> **WHAT IS EXPECTED**:
Only an exact repetition of the lines from the one holding "This screenshot has width=1301, height=732." to the end of the data is wanted, with pictures left out.

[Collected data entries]
▽
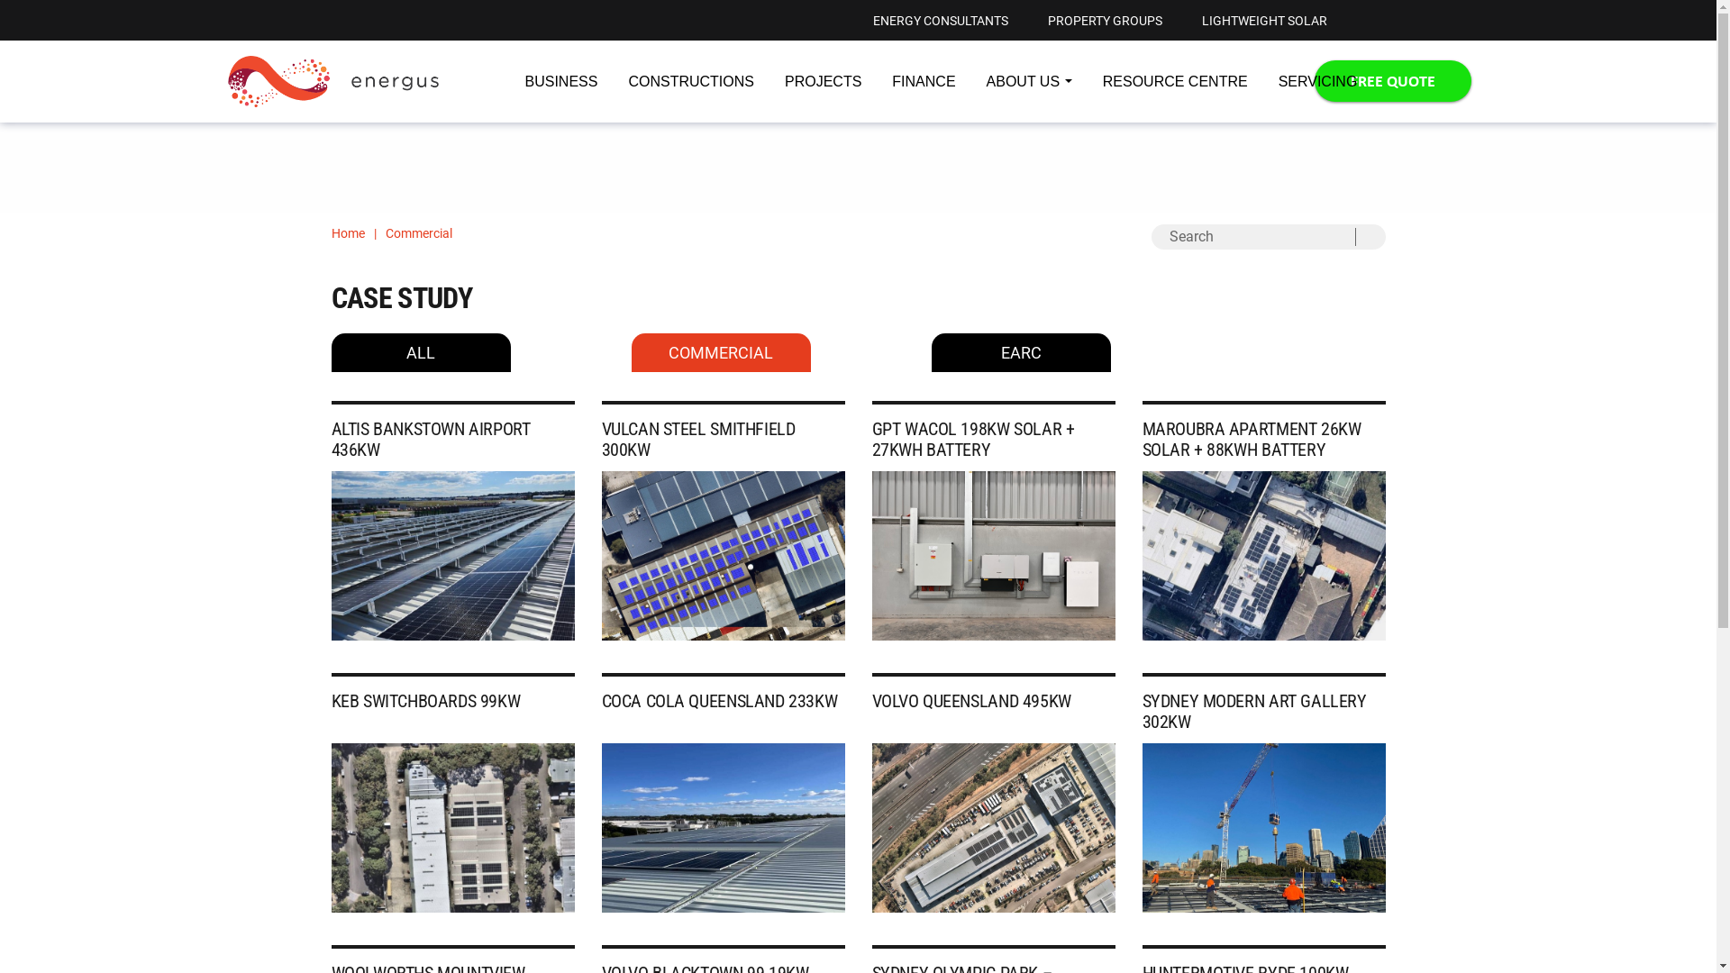 Image resolution: width=1730 pixels, height=973 pixels. Describe the element at coordinates (421, 353) in the screenshot. I see `ALL` at that location.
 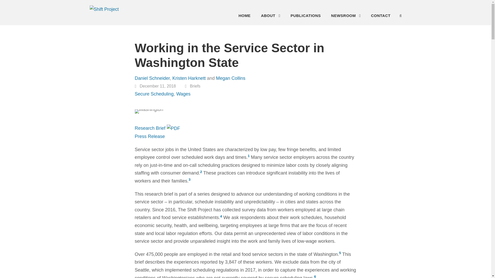 What do you see at coordinates (189, 78) in the screenshot?
I see `Kristen Harknett` at bounding box center [189, 78].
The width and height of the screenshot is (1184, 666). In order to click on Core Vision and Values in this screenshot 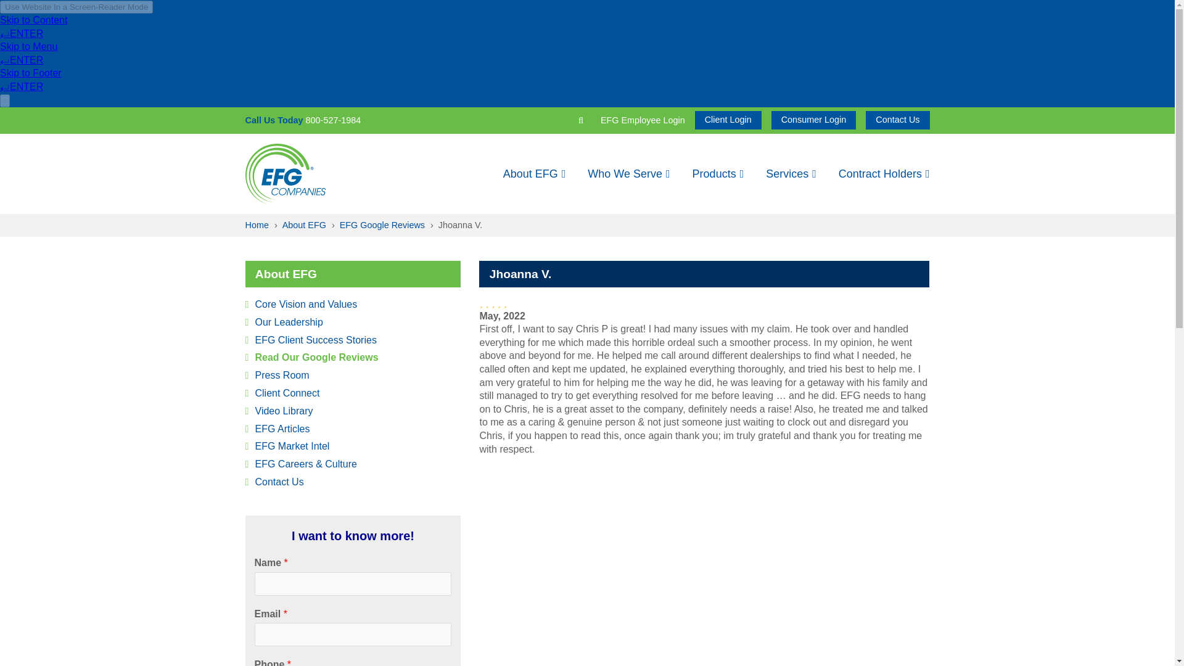, I will do `click(508, 221)`.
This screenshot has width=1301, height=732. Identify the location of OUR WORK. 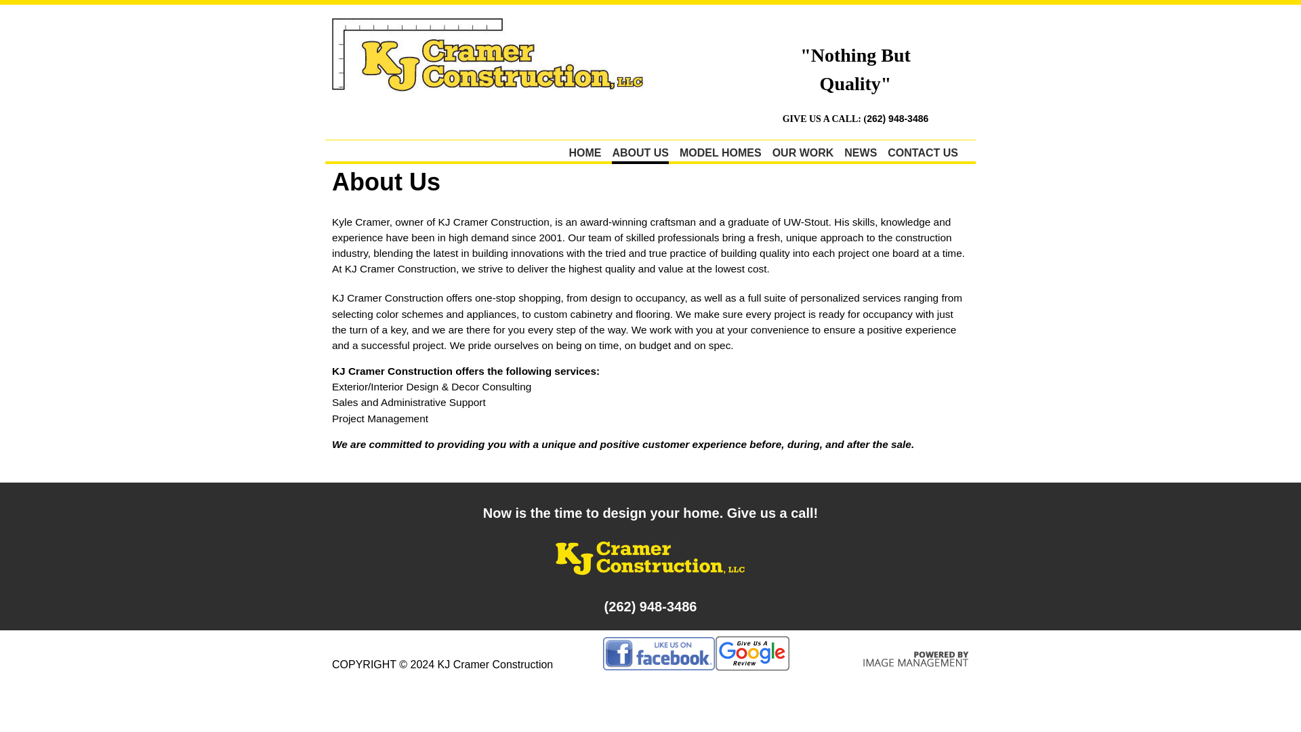
(803, 152).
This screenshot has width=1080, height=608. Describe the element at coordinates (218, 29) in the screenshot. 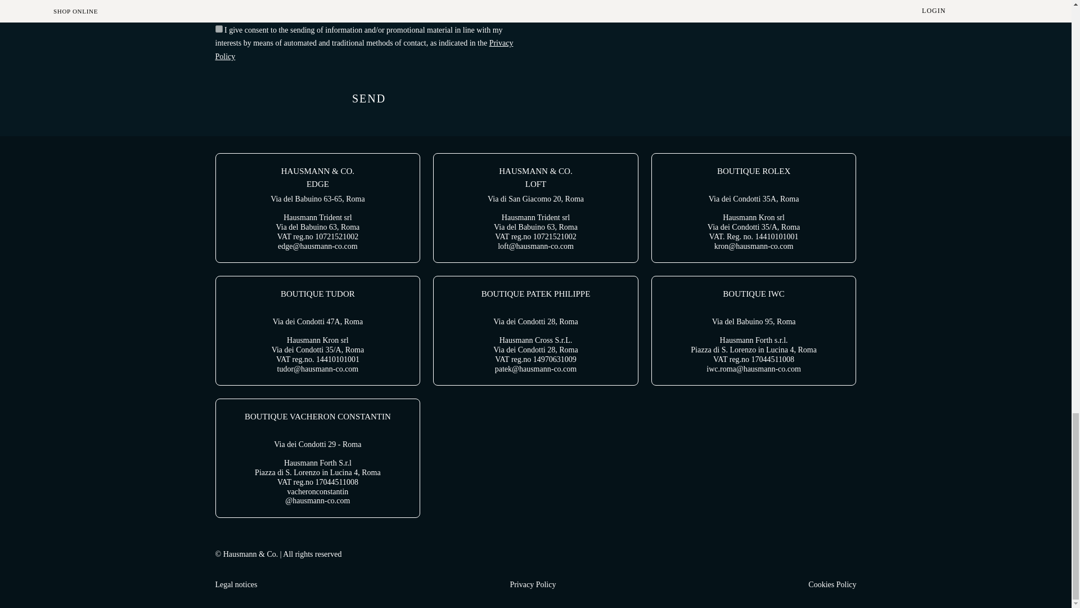

I see `1` at that location.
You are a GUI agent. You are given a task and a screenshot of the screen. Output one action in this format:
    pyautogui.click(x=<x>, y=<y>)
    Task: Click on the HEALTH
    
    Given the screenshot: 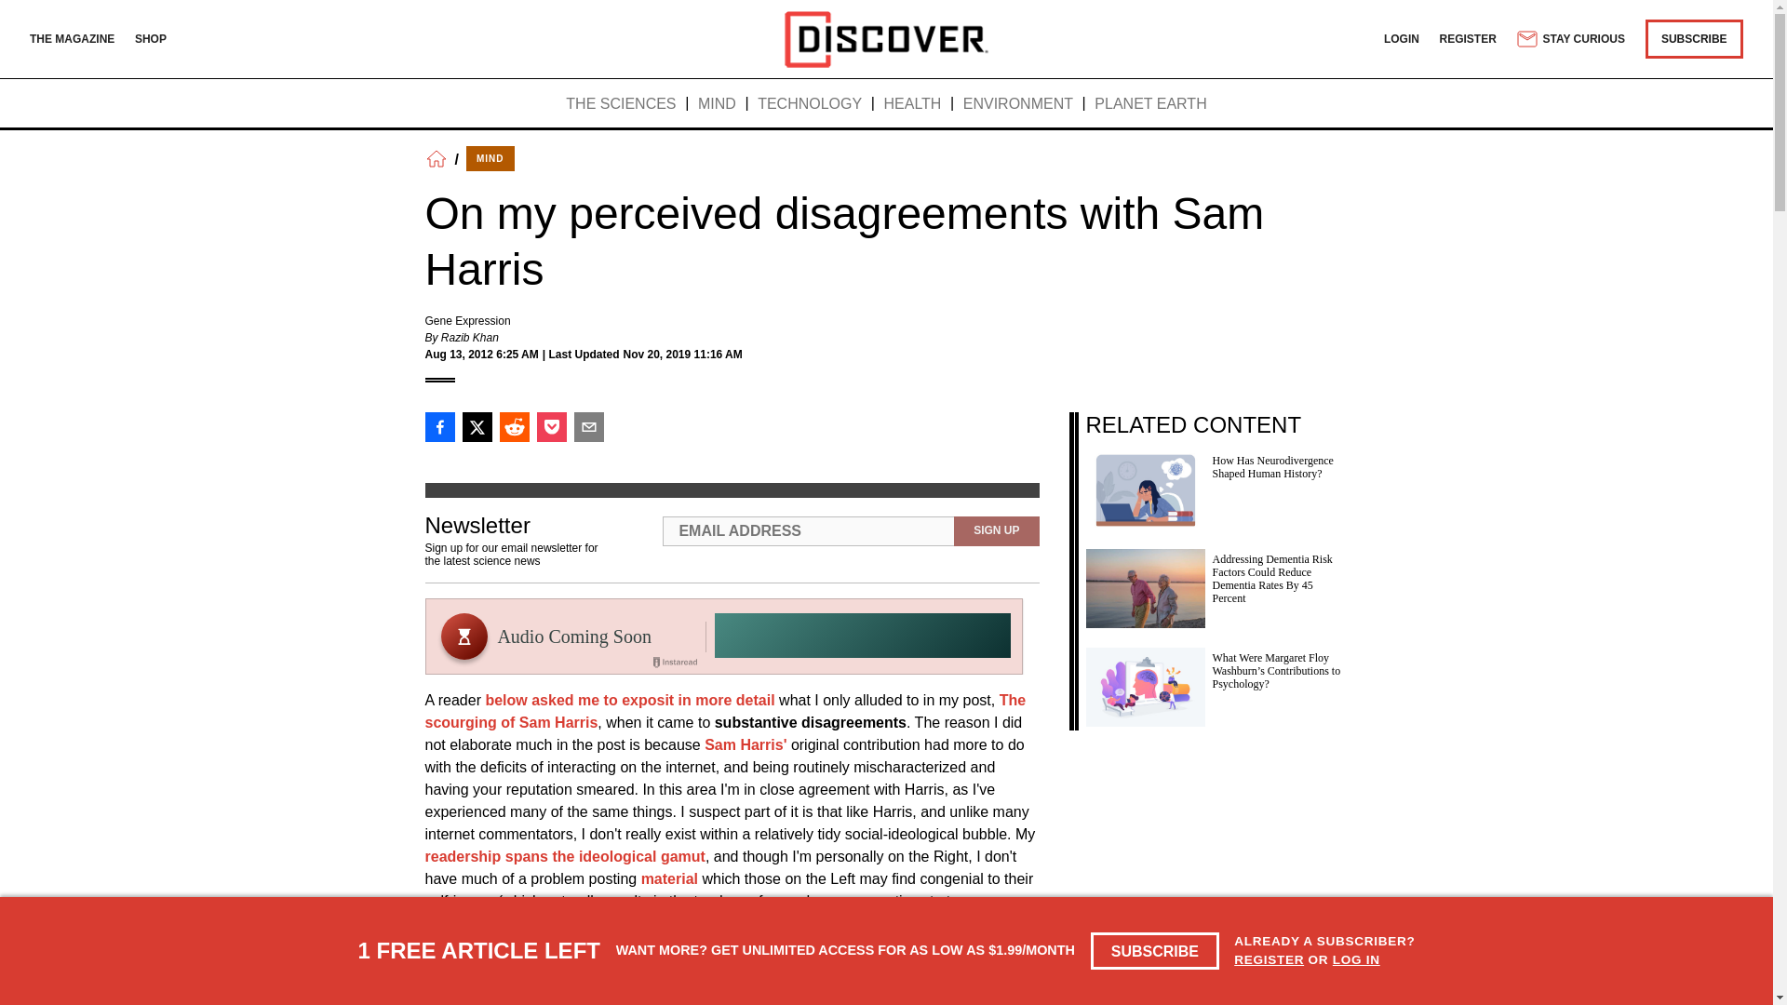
△
> **SOLUTION**:
This screenshot has width=1301, height=732. Identify the location of OUR WORK. 
(803, 152).
This screenshot has width=1080, height=608. Describe the element at coordinates (218, 29) in the screenshot. 

I see `1` at that location.
You are a GUI agent. You are given a task and a screenshot of the screen. Output one action in this format:
    pyautogui.click(x=<x>, y=<y>)
    Task: Click on the HEALTH
    
    Given the screenshot: 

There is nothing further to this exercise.